One of our latest campaigns, "My Waste, My Responsibility," combines health and the environment. Poor waste management contaminates water, spreads disease, and damages land. Through posters, training, and door-to-door outreach, we empower communities to protect their health.
Latest from the Field
Fair Future Foundation, a Swiss-based non-profit, is an innovative force in global healthcare and social aid.
Transforming Lives Through Innovation: Your Support Fuels Meaningful Change
For more than 16 years, Fair Future has addressed inequalities in healthcare through the Primary Medical Care program, clean water access, and essential services in the most isolated regions of Southeast Asia. Rather than providing temporary relief, we immerse ourselves within communities to develop lasting, sustainable solutions that create meaningful change.
Our team provides essential medical care, combats infectious diseases such as tuberculosis, malaria, and polio, and supplies clean water and nutritious resources to underserved regions that few organizations reach.
By adopting a comprehensive approach, we meet urgent needs and cultivate healthier, more resilient communities, empowering them to improve their quality of life.
We appreciate your presence. Your support enables us to continue this vital work, bringing about positive and lasting change for those who need it most. Thank you very much.
Alex Wettstein – Fair Future Foundation – Updated in February 2025
Every Franc Saves Lives
Every franc you give becomes a life for someone. It can be used to buy nutritious food, fuel the Truck of Life, or fund mosquito nets that protect children from malaria. One hundred francs helps build water tanks or toilets for a village. Five hundred francs funds medical care for a thousand people each month. Here, your generosity doesn’t disappear: it directly transforms into health, water, and dignity.
2024 Annual Report – 15 Years of Concrete Action
How your donations are used?
%
Social and medical actions
%
Fundraising work
%
Field operations and management
Our latest articles
Who are the Kawan Sehat health agents?
In this article you finally discover who are Kawan Sehat health agents, not as numbers but as people. Through portraits and short testimonies they explain who they are, where they live, the patients they care for and why they chose to become the first line of medical care in remote East Sumba hills every day.
Kawan Sehat wound care in remote villages saves lives
In this image Kawan Sehat wound care happens on a bamboo floor where clinics are days away. The agent irrigates, debrides if needed, applies a sterile dressing, checks tetanus, and teaches danger signs. Early care stops infection before it spreads to the blood. This is how primary medicine prevents funerals.
Hambarita water reservoir plaques – eight named tanks
This picture shows Hambarita water reservoir plaques resting on the grass moments before installation. Each plate carries a local name because water is treated like kin. When a tank is called by name, people maintain it, clean gutters, and guard the lid. Eight new reservoirs will store rain, cut disease, and return time to families.

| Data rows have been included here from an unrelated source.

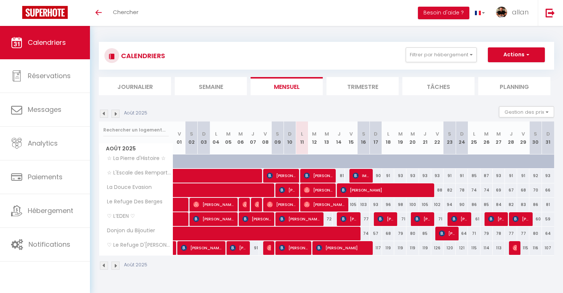  I want to click on div: 68, so click(523, 190).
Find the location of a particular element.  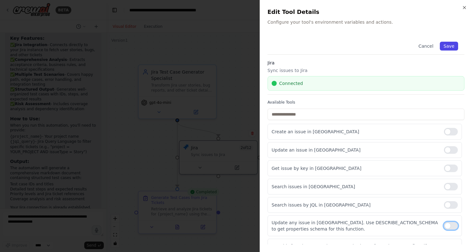

label: Available Tools is located at coordinates (366, 102).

SolarBuddy lamps East Sumba – quality control to classrooms
At Rumah Kambera we checked 2,224 SolarBuddy lamps East Sumba one by one. Volunteers, Rotary, Fair Future and Kawan Baik tested brightness, panels, switches and batteries, fixed faults, logged QR codes, and packed each unit for long journeys to schools with no electricity. Light prevents injuries, improves study, and protects health.
Mbajik solar electrification – first village cinema night
Erwin, the Field Coordinator of the Primary Medical Care programme, spends days crossing muddy roads, broken bridges, and steep trails to deliver medicines to Kawan Sehat agents. His work keeps remote East Sumba villages connected to lifesaving care, dignity, and trusted medical support.
Solar electrification SDN Mbajik | Remote school powered
Solar electrification reaches SDN Mbajik in ultra-rural East Sumba, powering classrooms, water pumps, and internet access. This community-built system transforms education, safety, and daily life—bringing lasting change to one of Indonesia’s most isolated schools.
East Sumba malaria prevention 2025 | Field results summary
This article reports field dates, methods and impact from East Sumba malaria prevention. Teams worked with Puskesmas, schools and village leaders to align education, IRS, LLINs and diagnostics. Data and costs are fully documented so partners and health services can improve coverage, reduce transmission and replicate what works.
Primary medical care donation for 2025/26 program
Fair Future Foundation and Kawan Baik Indonesia made a primary medical care donation of CHF 19,248.96 (around IDR 400 million) covering 32% of the program’s 2025–2026 budget. This funding sustains healthcare access for thousands of people in ultra-rural Indonesian regions lacking clinics, doctors, or medicines.